Have you seen my reproducible snippet? I could not find any way to fix that.

Thanks for the example! I see what’s going on here now. Right now, it’s not possible to dynamically create callbacks after the app starts. They need to be created in advance.

This means that it’s impossible to create these types of dynamic interfaces, where new callbacks are defined as new components are rendered.

I’d like to be able to support this in future versions of Dash. If any company out there would like to prioritize this work through a sponsorship, please reach out.

2 Likes

Maybe you can think of a way to make page automatically refresh just after first loading? Buttons work after reload, I have tried to make link to that page html.A instead of dcc.Link as that makes it reload, but that is not enough. It have to fully load and then be reloaded somehow.

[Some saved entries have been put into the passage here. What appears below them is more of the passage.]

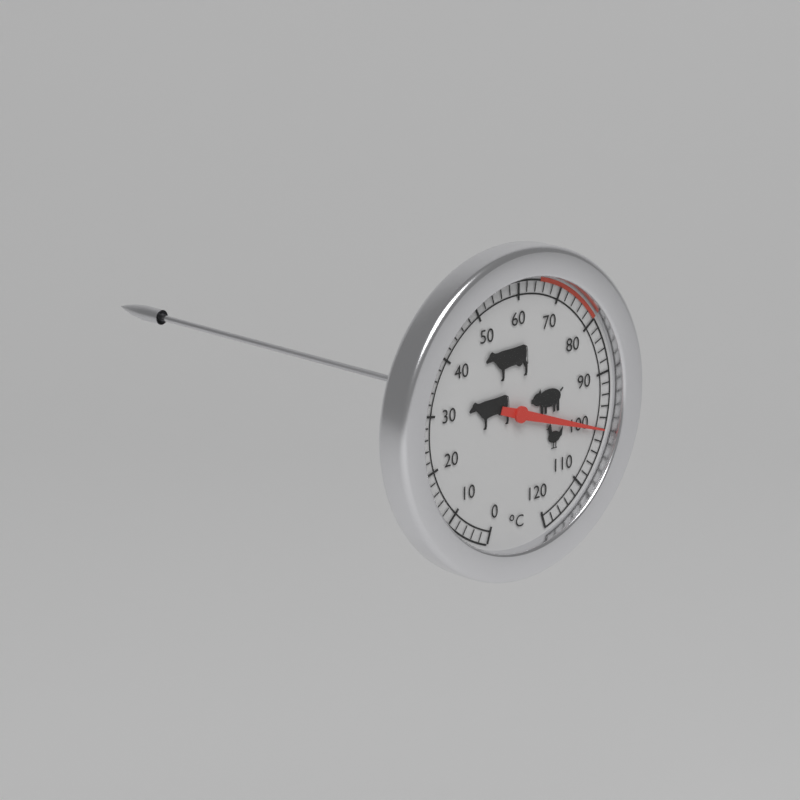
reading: 100 °C
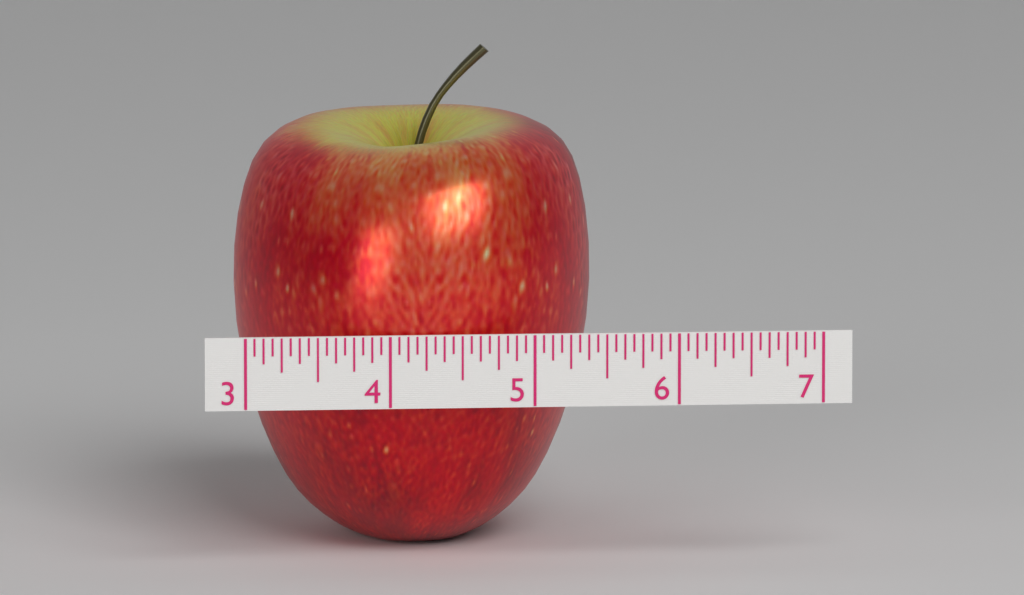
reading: 5.5000 (no unit)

Ok. I have figured out a solution.

The link to that page is actually a normal Flask route in html.A:

toc = html.Div([
        html.Ul([
            html.Li(dcc.Link('Home', href='/')),
            html.Li(html.A('Example', href='/load-example')),
        ])
    ])

And that Flask route fires create_callbacks():

@server.route('/load-example'))
def redirect_example():
    create_callbacks()
    return redirect('/example')

That way, after redirect callbacks are already created and Dash handles everything like earlier, but buttons are working as the ‘refresh’ occurred before loading example page.

Hello, I am actually having the same problem right now and I couldn’t quite understand your solution, can you explain it further or post a snippet of the improved code?

Also, has Dash done anything about that problem since August, 2017?

Thanks,

Just pre-create callbacks in advance, even if it means some of them (most of them??) will not be required. In practice, I doubt they will introduce a lot of overhead. While not perfect, I don’t think this is a major limitation in dash, atm.
You will need to set app.config.suppress_callback_exceptions = True for this to work though.